Merritt Moore is a ballet dancer and quantum physicist, continually jumping from lab shoes to pointe shoes, from lab goggles to tutus. She has danced as a member of the Zurich Ballet, Boston Ballet, English National Ballet and London Contemporary Ballet Theatre while graduating with honours in physics at Harvard, and graduating with a PhD in Quantum Optics at Oxford University.
She was award Forbes 30 under 30 in 2018 and featured in "Goodnight Stories for Rebel Girls", alongside inspiring women such as Oprah, Angela Merkel, JK Rowling and Audrey Hepburn. She was one of the 12 selected astronaut candidates, out of thousands of applicants, to undergo rigorous astronaut selection on BBC Two "Astronauts: Do you have what it takes?", and she continues to pursue the dream of becoming an astronaut, while pursuing a professional ballet and physics career.
Merritt has had enough of hearing that it is only possible to pursue dance or physics. She has worked hard to juggle both to prove that the arts and sciences are not mutually exclusive. She works to inspire young girls and boys by showing them that there is no ‘standard’ personality or path for doing so.
Currently Merritt works at the intersection of science and art- spearheading a movement which integrates the two. Whether it be at the Barbican, Imagine Science Festival, or for the London Design Festival at the Victoria and Albert Museum, she creates state-of-the-art work that integrates quantum physics and dance in the form of VR films, dance installations with robots, or online content.
Merritt has integrated her love for physics and dance for a TEDx talk at Oxford and for the international "Dance Your PhD" contest (and won the Physics category). She has been on the organizing committee for the Oxford Conference for Undergraduate Women in Physics (CUWiP) UK 2016 and was awarded Top Ten College Women of 2010 by Glamour Magazine and the Suzanne Farrell Award at Harvard. She was awarded the Michael von Clemm Fellowship (award to only one Harvard student a year) to study at Oxford.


*What you need to do*. Find the string "icon" in the data, and copy out each line that has it.

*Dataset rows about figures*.
-*-*-

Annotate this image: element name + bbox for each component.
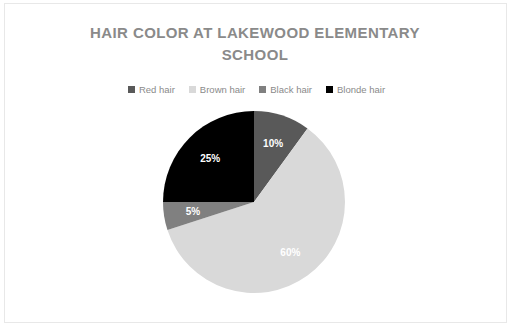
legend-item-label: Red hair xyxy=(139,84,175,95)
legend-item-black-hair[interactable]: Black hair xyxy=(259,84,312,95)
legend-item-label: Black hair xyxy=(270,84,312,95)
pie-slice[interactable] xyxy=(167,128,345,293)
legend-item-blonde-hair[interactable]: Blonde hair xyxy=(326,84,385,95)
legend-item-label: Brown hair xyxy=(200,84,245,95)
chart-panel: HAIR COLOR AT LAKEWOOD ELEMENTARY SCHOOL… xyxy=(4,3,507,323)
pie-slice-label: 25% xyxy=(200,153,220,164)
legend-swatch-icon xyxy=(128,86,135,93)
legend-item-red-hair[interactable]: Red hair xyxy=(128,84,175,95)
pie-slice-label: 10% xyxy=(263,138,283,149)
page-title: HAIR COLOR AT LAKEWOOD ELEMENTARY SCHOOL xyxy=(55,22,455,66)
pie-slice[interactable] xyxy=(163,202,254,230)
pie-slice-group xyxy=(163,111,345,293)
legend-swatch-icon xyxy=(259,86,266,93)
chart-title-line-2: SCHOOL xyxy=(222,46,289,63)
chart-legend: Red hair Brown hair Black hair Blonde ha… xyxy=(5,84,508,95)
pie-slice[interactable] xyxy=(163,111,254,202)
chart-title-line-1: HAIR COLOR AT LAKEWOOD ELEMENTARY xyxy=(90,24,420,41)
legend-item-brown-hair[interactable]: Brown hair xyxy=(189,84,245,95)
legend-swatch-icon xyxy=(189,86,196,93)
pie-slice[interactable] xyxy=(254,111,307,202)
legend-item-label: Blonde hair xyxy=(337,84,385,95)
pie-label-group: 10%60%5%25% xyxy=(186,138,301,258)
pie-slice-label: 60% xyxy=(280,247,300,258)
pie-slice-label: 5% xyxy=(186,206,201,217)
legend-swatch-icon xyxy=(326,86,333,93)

-*-*-

*Worked solution*.
legend-swatch-icon xyxy=(128,86,135,93)
legend-swatch-icon xyxy=(259,86,266,93)
legend-swatch-icon xyxy=(189,86,196,93)
legend-swatch-icon xyxy=(326,86,333,93)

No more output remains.